The longest goodbye you’ll ever say is to someone you love with memory loss. You’ll attend a thousand funerals of the person they used to be long before any ashes are spread. I’ve watched some version of Alzheimer's or dementia rip memories and lucidity from all 4 of my grandparents now. It’s become my biggest fear that I’ll become doomed to it myself and subject my husband and children to the pain on this side of this cruel disease. Perhaps the most gutting part of memory loss diseases is that there is no fight to be had. There’s no cure, no remission & no survivors. I know hammering my rage & heartbreak into this keyboard won’t fix my only remaining grandma, I guess I’m just hoping to get a little of it out of my head and out of my heart.
So.
Dear Dementia,
Your cruelty is unmatched. I don’t understand taking the memories from elderly people with slowing & failing bodies. Memories are the only things they have left. You’re not just eating through neural connections and brain tissue. You’re pillaging fishing trips, sewing lessons and recipes handed down from sun-spotted to little hands. You’re taking first dances and last kisses. You steal dignity and long held virtues from even the most stoic in your path. You burn like an inferno through decades of love & care with no regard for what you set ablaze. Everyone in your general vicinity is left fighting to breathe through acrid bitter air, eyes blurred trying to see through the smoky haze to what used to be there. You take and you take and you take until there’s nothing left but burnt foundation. The ghost of the structure still stands, but the beauty embedded in every room, on every floor is left in shambles.
Not only do you strip your victims of their cache of joys & treasures, you seem to take great pleasure in warping them into unrecognizable shadow versions of their former selves. It seems like, as you suck up the joy they fight to hold onto you seep your own bitter poison into every corner you can sneak it into slowly choking your prey from within. I have no love lost for your cruel game.
But you can’t take everything.
She can’t remember anymore, but I can. I’ll remember her teaching me how to tie flies & cast a line as the sun came up over willows lining a creek bed tucked between two cabins at 10,000 feet. I’ll remember learning to make cookies at a chipped old countertop that I could hardly see over and the way she laughed when I accidentally dropped eggs on the patterned linoleum floor she said “that is not what beat the eggs means Lauren.” I’ll remember the way she was able to coax absolutely anything to grow in her garden. I’ll remember that she taught me how to woodwork. I’ll remember that she kicked cancer’s ass multiple times. I’ll remember that she loved to read and write poetry, even if I didn’t get her particular brand of verses. I’ll remember packing picnics into red paisley handkerchiefs tied to sticks and taking hikes both long & short to go eat quietly together in nature. I’ll remember the way her house smelled on Thanksgiving. I’ll remember getting dressed up to go to plays and appreciate art. I’ll remember that she was the last of her kind.

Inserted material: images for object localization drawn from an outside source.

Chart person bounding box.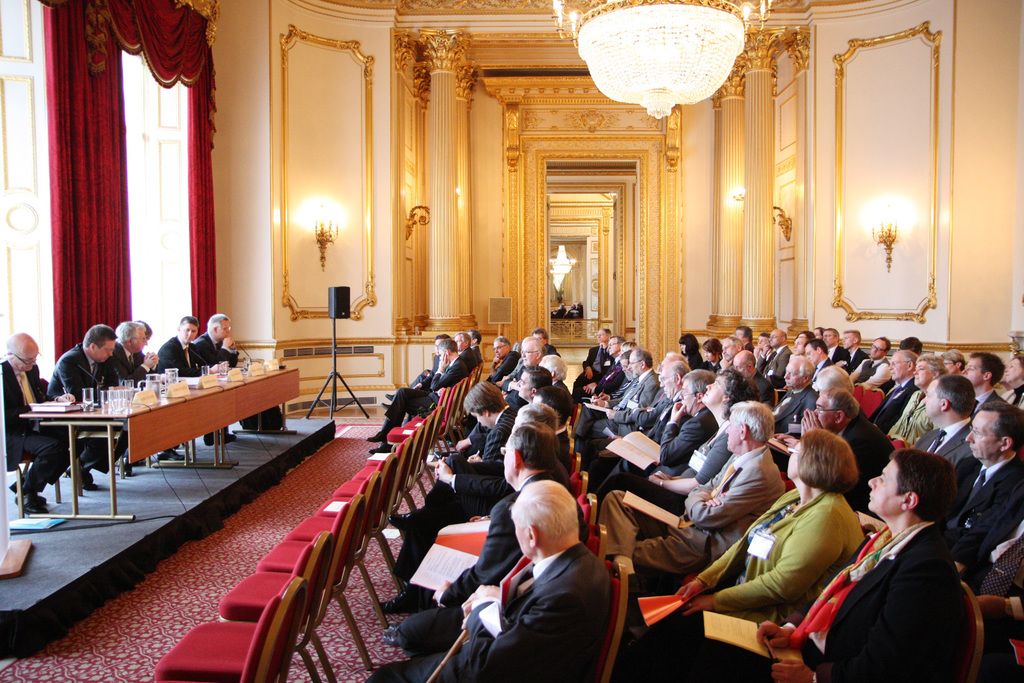
Charted: 378/422/575/646.
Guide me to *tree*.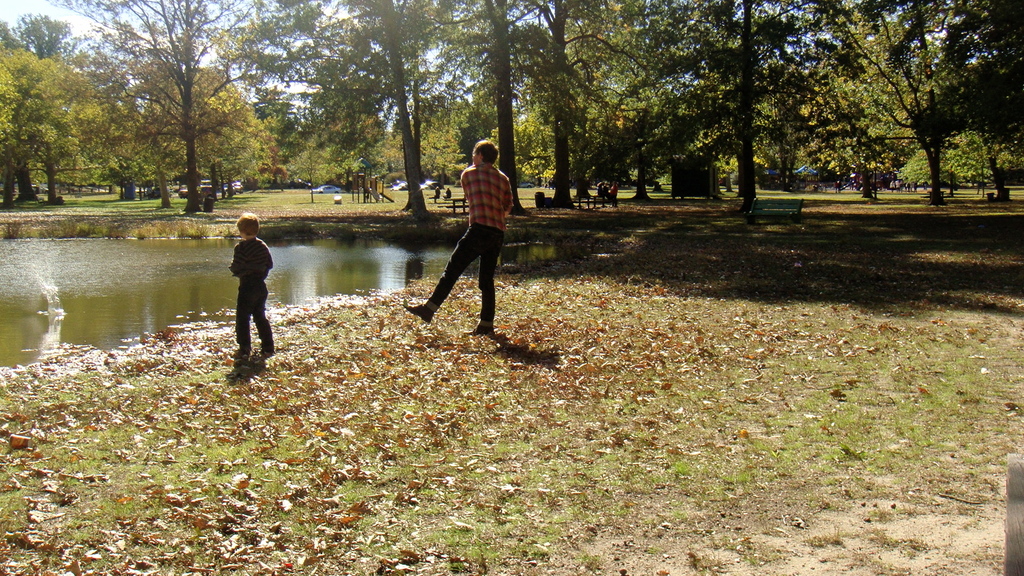
Guidance: bbox=(122, 60, 276, 220).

You can’t have all of her. Because she will live on right here with me. I’ll carry her love for southwestern decor & turquoise jewelry. She will be in every sewing pattern I ever use, or likely modify because neither one of us can stand to be told what to do. She will live on in every flower arrangement I ever see. She will be folded into every recipe of every meal I ever deliver to someone who is sick or grieving. I’ll carry her love for writing and creating. I will even carry her occasional viper tongue, because it's embedded in me as deeply as in her. You can’t take it all from her, because a lot of it she’s given to me.
I hope by the time I reach the age that you seem to like to strike that there is some sort of cure or prevention that can actually withstand your onslaught. But since there’s nothing like that yet and you’re hard at work on my Gram I’ll defy you the only way I can. I’ll grit my teeth and hold onto what she now cannot and I'll do it with love. You might take her memories, but you’ll never take the love that was woven into every fleeting scene. That you can’t have, not even if you come for me someday.
So just know that even as you dim the lights on all her memories you’ll never be able to snuff her all the way out. I’ll carry her like a lantern to light the rest of my path even after she’s gone.